By the late 1980s, Microsoft was interested in collaborating with Britannica to make an electronic version of the encyclopedia, as CD-ROMs were becoming a popular publishing platform, storing 650 megabytes of data on a disc, considered quite large at the time. However, Britannica declined, deciding its profits were doing nicely and the company could go it alone in creating electronic editions. It would prove to be a fateful call. Britannica print editions were around $2,000 per set, bringing in decent income for the company and making them rather conservative when it came to disrupting a proven revenue stream.
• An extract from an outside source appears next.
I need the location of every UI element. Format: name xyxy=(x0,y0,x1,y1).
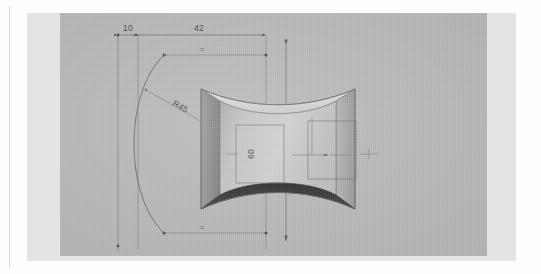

Microsoft still wanted to make an encyclopedia product, and went looking at other encyclopedias using its classic "embrace and extend" model: Identify and follow the lead of a competitor, but establish a superior product. It found a partner in Funk & Wagnalls. It licensed the content from their Standard Encyclopedia to publish the CD-ROM-based Microsoft Encarta encyclopedia in 1993. At first it was considered unimpressive, and not terribly competitive in the marketplace. But because Encarta CD-ROMs were bundled with many new computer purchases of Microsoft Windows it tore into sales of Britannica’s print product. Only in 1994 did Britannica come back with a CD-ROM product, which sold for $995 or came bundled for free with a purchase of its pricey print edition. There was also an online edition of Britannica, but subscriptions were $2,000 a year. Britannica tried to hold its own with its deeper and more reputable content, but Microsoft continued to aggressively upgrade Encarta by buying Collier’s Encyclopedia and adding more innovative multimedia features. By the time 2000 rolled around, both Encarta and Britannica had disc-based electronic editions for sale and online editions that required subscriptions. Since Encarta was part of the Microsoft behemoth, there was no pressure for it to make money on its own. Britannica was struggling at the time to compete price- and feature-wise with Microsoft.

World Book came out with a CD-ROM edition of its encyclopedia as well, appealing to the same household market, but chose not to have an online version. Among the three big players in the English-language market, there was no complete and modern encyclopedia available for free on the Internet. With content behind the "subscription firewall," Encarta and Britannica had annual prices tailored primarily to big-budget institutions, such as libraries and universities.

At least the English-language encyclopedia market had choices. For many other languages, the choices were even fewer, with one dominant encyclopedia and a smattering of much smaller ones. For Germans, the Brockhaus was the most famous and for the French the Grand Larousse Encyclopedique.

The market was ripe for something to fill the void.